Litz wire is used in high-Q inductors for radio transmitters and receivers operating at low frequencies, induction heating equipment, and switching power supplies.
Due to the dual inverse nature of the electromagnetic field, the skin effect dominates at frequencies less than about 2 MHz; at higher frequencies, the proximity effect becomes the dominant force, and Litz wire induces more DC losses than solid wire or tube conductors.
As the frequency rises and the skin depth gets smaller than the wire diameter, skin effect becomes significant, the current is increasingly concentrated near the surface, and the resistance per unit length of the wire increases above its DC value.
In applications where multiple wires carrying the same current lie side-by-side, such as in inductor and transformer windings, the proximity effect causes additional current crowding, resulting in an additional increase in the resistance of the wire with frequency.
One technique to reduce the resistance is to place more of the conductive material near the surface where the current is by replacing the wire with a hollow tube of the same cross-sectional area.
The tank coils of high-power radio transmitters are often made of copper tubing, silver plated on the outside, to reduce resistance.
Each thin conductor is less than a skin-depth, so an individual strand does not suffer an appreciable skin effect loss.

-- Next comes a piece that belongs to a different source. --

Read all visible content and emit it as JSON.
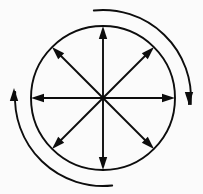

[6] At frequencies above about 1 MHz, the benefits become gradually offset by the effect of parasitic capacitance between the strands.
[8] Litz wire has a higher impedance per unit cross-sectional area, but litz wires can be used at thicker cable sizes, hence reducing or maintaining cable impedance at higher frequencies.
Multiple parallel twisted strands of enameled wires can be found also in transformers in some switching power supplies.
It consists of 9 × 5 × 5 × 27 (totaling 6,075) strands of #36 AWG (0.127 mm [0.0050 in] diameter) magnet wire and multiple layers of cotton, hemp, and plastic insulation, in a cable 19 mm (3⁄4 inch) in diameter, totaling 151,875 circular mils (0.7695619839 cm2) of copper.